Happiness of any given life is to be measured, not by its joys and pleasures, but by the extent to which it has been free from suffering-from positive evil.
To free a man from error is to give, not to take away. Knowledge that a thing is false is a truth. Error always does harm; sooner or later it will bring mischief to the man who harbors it.
Poetry is related to philosophy as experience is related to empirical science. Experience makes us acquainted with the phenomenon in the particular and by means of examples, science embraces the whole of phenomena by means of general conceptions. So poetry seeks to make us acquainted with the Platonic Ideas through the particular and by means of examples. Philosophy aims at teaching, as a whole and in general, the inner nature of things which expresses itself in these. One sees even here that poetry bears more the character of youth, philosophy that of old age.
There is more to be learnt from every page of David Hume than from the collected philosophical works of Hegel, Herbart, and Schleiermacher are taken together.
Means at our disposal should be regarded as a bulwark against the many evils and misfortunes that can occur. We should not regard such wealth as a permission or even an obligation to procure for ourselves the pleasures of the world.
This world could not have been the work of an all-loving being, but that of a devil, who had brought creatures into existence in order to delight in the sight of their sufferings.
There are three stages in the revelation of truth. The first is to be ridiculed, the second is to be resisted and the third is to be considered self-evident.
A great affliction of all Philistines is that idealities afford them no entertainment, but to escape from boredom they are always in need of realities.
Nothing shocks our moral feelings so deeply as cruelty does. We can forgive every other crime, but not cruelty. The reason for this is that it is the very opposite of compassion.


_YOUR OBJECTIVE:_ Please repeat every entry, keeping each one exactly the same.
___
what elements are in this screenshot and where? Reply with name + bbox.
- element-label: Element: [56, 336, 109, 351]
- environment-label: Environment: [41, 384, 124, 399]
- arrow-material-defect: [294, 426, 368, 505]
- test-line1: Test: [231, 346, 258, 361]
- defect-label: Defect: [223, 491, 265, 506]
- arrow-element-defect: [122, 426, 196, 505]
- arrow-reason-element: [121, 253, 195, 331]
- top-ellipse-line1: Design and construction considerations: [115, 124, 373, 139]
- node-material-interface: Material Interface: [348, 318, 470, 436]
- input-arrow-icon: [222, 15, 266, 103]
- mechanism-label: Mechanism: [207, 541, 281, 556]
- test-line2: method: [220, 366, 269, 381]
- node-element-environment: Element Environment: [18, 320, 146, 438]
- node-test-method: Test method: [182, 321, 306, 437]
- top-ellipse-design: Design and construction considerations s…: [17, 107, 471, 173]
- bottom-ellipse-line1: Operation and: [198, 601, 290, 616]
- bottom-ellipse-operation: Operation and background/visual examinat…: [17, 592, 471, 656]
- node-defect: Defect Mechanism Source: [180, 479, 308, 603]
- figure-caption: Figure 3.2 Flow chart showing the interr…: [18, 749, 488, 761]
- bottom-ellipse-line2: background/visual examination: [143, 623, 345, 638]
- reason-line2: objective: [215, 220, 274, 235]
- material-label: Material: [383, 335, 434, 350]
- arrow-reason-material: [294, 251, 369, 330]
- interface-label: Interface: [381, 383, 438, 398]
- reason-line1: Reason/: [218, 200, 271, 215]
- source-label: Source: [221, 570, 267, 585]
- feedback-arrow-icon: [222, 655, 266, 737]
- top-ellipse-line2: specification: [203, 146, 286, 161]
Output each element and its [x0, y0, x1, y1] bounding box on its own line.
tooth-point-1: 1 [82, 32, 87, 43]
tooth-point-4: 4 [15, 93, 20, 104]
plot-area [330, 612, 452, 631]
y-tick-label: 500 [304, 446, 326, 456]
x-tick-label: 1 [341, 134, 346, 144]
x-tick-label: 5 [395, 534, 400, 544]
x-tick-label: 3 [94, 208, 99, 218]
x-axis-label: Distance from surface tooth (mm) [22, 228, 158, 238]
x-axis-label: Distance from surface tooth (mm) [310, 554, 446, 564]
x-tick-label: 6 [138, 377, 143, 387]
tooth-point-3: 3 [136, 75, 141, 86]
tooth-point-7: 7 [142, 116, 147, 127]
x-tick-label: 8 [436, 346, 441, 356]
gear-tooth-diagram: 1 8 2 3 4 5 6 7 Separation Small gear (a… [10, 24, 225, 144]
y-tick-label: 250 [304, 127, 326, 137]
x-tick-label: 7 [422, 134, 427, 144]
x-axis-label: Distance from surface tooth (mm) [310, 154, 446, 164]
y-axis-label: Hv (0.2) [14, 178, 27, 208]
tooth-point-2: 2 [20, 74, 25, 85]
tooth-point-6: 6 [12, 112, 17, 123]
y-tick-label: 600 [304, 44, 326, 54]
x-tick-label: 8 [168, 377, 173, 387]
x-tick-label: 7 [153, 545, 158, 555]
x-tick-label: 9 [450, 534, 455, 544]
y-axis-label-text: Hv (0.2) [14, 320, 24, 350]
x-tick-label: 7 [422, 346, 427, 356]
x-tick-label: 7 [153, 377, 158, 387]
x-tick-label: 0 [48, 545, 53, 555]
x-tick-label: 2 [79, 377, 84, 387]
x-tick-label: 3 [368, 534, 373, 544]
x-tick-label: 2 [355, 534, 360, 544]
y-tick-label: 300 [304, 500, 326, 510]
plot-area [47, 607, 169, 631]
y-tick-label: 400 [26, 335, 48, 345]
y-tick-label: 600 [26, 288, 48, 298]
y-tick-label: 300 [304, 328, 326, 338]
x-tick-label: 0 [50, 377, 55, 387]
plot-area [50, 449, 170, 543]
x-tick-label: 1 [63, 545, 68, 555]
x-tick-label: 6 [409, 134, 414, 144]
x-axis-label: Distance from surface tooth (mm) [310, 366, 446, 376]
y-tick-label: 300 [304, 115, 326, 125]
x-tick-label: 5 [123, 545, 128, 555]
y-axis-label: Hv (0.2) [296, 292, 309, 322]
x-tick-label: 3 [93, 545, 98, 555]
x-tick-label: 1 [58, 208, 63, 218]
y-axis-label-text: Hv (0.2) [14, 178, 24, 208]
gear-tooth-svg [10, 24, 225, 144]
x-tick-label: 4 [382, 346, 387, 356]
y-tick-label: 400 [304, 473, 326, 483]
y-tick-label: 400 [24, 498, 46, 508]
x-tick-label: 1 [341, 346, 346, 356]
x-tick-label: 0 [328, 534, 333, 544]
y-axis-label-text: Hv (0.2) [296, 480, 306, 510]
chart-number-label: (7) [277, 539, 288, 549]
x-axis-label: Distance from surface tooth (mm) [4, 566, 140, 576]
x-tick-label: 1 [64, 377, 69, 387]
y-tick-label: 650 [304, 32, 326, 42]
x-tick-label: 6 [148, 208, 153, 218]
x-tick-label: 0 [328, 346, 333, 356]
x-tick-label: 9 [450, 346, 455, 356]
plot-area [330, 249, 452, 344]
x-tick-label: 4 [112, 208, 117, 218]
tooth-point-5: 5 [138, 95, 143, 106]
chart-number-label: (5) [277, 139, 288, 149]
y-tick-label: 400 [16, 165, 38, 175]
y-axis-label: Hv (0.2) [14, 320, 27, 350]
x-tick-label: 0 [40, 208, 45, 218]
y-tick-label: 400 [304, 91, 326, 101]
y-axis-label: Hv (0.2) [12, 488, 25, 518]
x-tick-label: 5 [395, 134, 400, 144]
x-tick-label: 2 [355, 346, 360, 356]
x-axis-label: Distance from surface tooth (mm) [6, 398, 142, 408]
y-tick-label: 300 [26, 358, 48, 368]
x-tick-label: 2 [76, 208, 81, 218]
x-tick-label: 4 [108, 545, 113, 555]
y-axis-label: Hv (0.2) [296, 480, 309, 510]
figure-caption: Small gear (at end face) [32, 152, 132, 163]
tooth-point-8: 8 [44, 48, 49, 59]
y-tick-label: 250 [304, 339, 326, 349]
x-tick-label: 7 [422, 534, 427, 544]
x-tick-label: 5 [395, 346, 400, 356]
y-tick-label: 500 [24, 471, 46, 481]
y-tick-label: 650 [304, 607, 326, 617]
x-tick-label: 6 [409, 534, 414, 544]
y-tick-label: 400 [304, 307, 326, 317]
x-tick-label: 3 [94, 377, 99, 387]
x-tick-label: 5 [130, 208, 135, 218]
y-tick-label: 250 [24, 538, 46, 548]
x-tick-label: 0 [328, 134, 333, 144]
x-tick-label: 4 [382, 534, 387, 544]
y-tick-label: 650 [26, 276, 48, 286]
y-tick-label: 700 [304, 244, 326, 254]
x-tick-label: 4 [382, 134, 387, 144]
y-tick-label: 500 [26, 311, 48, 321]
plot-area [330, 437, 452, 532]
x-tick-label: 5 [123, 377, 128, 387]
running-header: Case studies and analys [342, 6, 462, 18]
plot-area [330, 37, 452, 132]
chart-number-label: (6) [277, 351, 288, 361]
___
_TASK RESPONSE:_
what elements are in this screenshot and where? Reply with name + bbox.
- element-label: Element: [56, 336, 109, 351]
- environment-label: Environment: [41, 384, 124, 399]
- arrow-material-defect: [294, 426, 368, 505]
- test-line1: Test: [231, 346, 258, 361]
- defect-label: Defect: [223, 491, 265, 506]
- arrow-element-defect: [122, 426, 196, 505]
- arrow-reason-element: [121, 253, 195, 331]
- top-ellipse-line1: Design and construction considerations: [115, 124, 373, 139]
- node-material-interface: Material Interface: [348, 318, 470, 436]
- input-arrow-icon: [222, 15, 266, 103]
- mechanism-label: Mechanism: [207, 541, 281, 556]
- test-line2: method: [220, 366, 269, 381]
- node-element-environment: Element Environment: [18, 320, 146, 438]
- node-test-method: Test method: [182, 321, 306, 437]
- top-ellipse-design: Design and construction considerations s…: [17, 107, 471, 173]
- bottom-ellipse-line1: Operation and: [198, 601, 290, 616]
- bottom-ellipse-operation: Operation and background/visual examinat…: [17, 592, 471, 656]
- node-defect: Defect Mechanism Source: [180, 479, 308, 603]
- figure-caption: Figure 3.2 Flow chart showing the interr…: [18, 749, 488, 761]
- bottom-ellipse-line2: background/visual examination: [143, 623, 345, 638]
- reason-line2: objective: [215, 220, 274, 235]
- material-label: Material: [383, 335, 434, 350]
- arrow-reason-material: [294, 251, 369, 330]
- interface-label: Interface: [381, 383, 438, 398]
- reason-line1: Reason/: [218, 200, 271, 215]
- source-label: Source: [221, 570, 267, 585]
- feedback-arrow-icon: [222, 655, 266, 737]
- top-ellipse-line2: specification: [203, 146, 286, 161]
Output each element and its [x0, y0, x1, y1] bounding box on its own line.
tooth-point-1: 1 [82, 32, 87, 43]
tooth-point-4: 4 [15, 93, 20, 104]
plot-area [330, 612, 452, 631]
y-tick-label: 500 [304, 446, 326, 456]
x-tick-label: 1 [341, 134, 346, 144]
x-tick-label: 5 [395, 534, 400, 544]
x-tick-label: 3 [94, 208, 99, 218]
x-axis-label: Distance from surface tooth (mm) [22, 228, 158, 238]
x-axis-label: Distance from surface tooth (mm) [310, 554, 446, 564]
x-tick-label: 6 [138, 377, 143, 387]
tooth-point-3: 3 [136, 75, 141, 86]
tooth-point-7: 7 [142, 116, 147, 127]
x-tick-label: 8 [436, 346, 441, 356]
gear-tooth-diagram: 1 8 2 3 4 5 6 7 Separation Small gear (a… [10, 24, 225, 144]
y-tick-label: 250 [304, 127, 326, 137]
x-tick-label: 7 [422, 134, 427, 144]
x-axis-label: Distance from surface tooth (mm) [310, 154, 446, 164]
y-axis-label: Hv (0.2) [14, 178, 27, 208]
tooth-point-2: 2 [20, 74, 25, 85]
tooth-point-6: 6 [12, 112, 17, 123]
y-tick-label: 600 [304, 44, 326, 54]
x-tick-label: 8 [168, 377, 173, 387]
x-tick-label: 7 [153, 545, 158, 555]
x-tick-label: 9 [450, 534, 455, 544]
y-axis-label-text: Hv (0.2) [14, 320, 24, 350]
x-tick-label: 7 [422, 346, 427, 356]
x-tick-label: 7 [153, 377, 158, 387]
x-tick-label: 0 [48, 545, 53, 555]
x-tick-label: 2 [79, 377, 84, 387]
x-tick-label: 3 [368, 534, 373, 544]
x-tick-label: 2 [355, 534, 360, 544]
y-tick-label: 300 [304, 500, 326, 510]
plot-area [47, 607, 169, 631]
y-tick-label: 400 [26, 335, 48, 345]
y-tick-label: 600 [26, 288, 48, 298]
y-tick-label: 300 [304, 328, 326, 338]
x-tick-label: 0 [50, 377, 55, 387]
plot-area [50, 449, 170, 543]
x-tick-label: 1 [63, 545, 68, 555]
x-tick-label: 6 [409, 134, 414, 144]
x-axis-label: Distance from surface tooth (mm) [310, 366, 446, 376]
y-tick-label: 300 [304, 115, 326, 125]
x-tick-label: 5 [123, 545, 128, 555]
y-axis-label: Hv (0.2) [296, 292, 309, 322]
x-tick-label: 3 [93, 545, 98, 555]
x-tick-label: 1 [58, 208, 63, 218]
y-axis-label-text: Hv (0.2) [14, 178, 24, 208]
gear-tooth-svg [10, 24, 225, 144]
x-tick-label: 4 [382, 346, 387, 356]
y-tick-label: 400 [304, 473, 326, 483]
y-tick-label: 400 [24, 498, 46, 508]
x-tick-label: 1 [341, 346, 346, 356]
x-tick-label: 0 [328, 534, 333, 544]
y-axis-label-text: Hv (0.2) [296, 480, 306, 510]
chart-number-label: (7) [277, 539, 288, 549]
x-axis-label: Distance from surface tooth (mm) [4, 566, 140, 576]
x-tick-label: 1 [64, 377, 69, 387]
y-tick-label: 650 [304, 32, 326, 42]
x-tick-label: 6 [148, 208, 153, 218]
x-tick-label: 0 [328, 346, 333, 356]
x-tick-label: 9 [450, 346, 455, 356]
plot-area [330, 249, 452, 344]
x-tick-label: 4 [112, 208, 117, 218]
tooth-point-5: 5 [138, 95, 143, 106]
chart-number-label: (5) [277, 139, 288, 149]
y-tick-label: 400 [16, 165, 38, 175]
y-axis-label: Hv (0.2) [14, 320, 27, 350]
x-tick-label: 0 [40, 208, 45, 218]
y-tick-label: 400 [304, 91, 326, 101]
y-axis-label: Hv (0.2) [12, 488, 25, 518]
x-tick-label: 5 [395, 134, 400, 144]
x-tick-label: 2 [355, 346, 360, 356]
x-axis-label: Distance from surface tooth (mm) [6, 398, 142, 408]
y-tick-label: 300 [26, 358, 48, 368]
x-tick-label: 2 [76, 208, 81, 218]
x-tick-label: 4 [108, 545, 113, 555]
y-axis-label: Hv (0.2) [296, 480, 309, 510]
figure-caption: Small gear (at end face) [32, 152, 132, 163]
tooth-point-8: 8 [44, 48, 49, 59]
y-tick-label: 250 [304, 339, 326, 349]
x-tick-label: 7 [422, 534, 427, 544]
x-tick-label: 5 [395, 346, 400, 356]
y-tick-label: 500 [24, 471, 46, 481]
y-tick-label: 650 [304, 607, 326, 617]
x-tick-label: 6 [409, 534, 414, 544]
y-tick-label: 400 [304, 307, 326, 317]
x-tick-label: 3 [94, 377, 99, 387]
x-tick-label: 5 [130, 208, 135, 218]
y-tick-label: 250 [24, 538, 46, 548]
x-tick-label: 0 [328, 134, 333, 144]
x-tick-label: 4 [382, 534, 387, 544]
y-tick-label: 650 [26, 276, 48, 286]
y-tick-label: 700 [304, 244, 326, 254]
x-tick-label: 4 [382, 134, 387, 144]
y-tick-label: 500 [26, 311, 48, 321]
plot-area [330, 437, 452, 532]
x-tick-label: 5 [123, 377, 128, 387]
running-header: Case studies and analys [342, 6, 462, 18]
plot-area [330, 37, 452, 132]
chart-number-label: (6) [277, 351, 288, 361]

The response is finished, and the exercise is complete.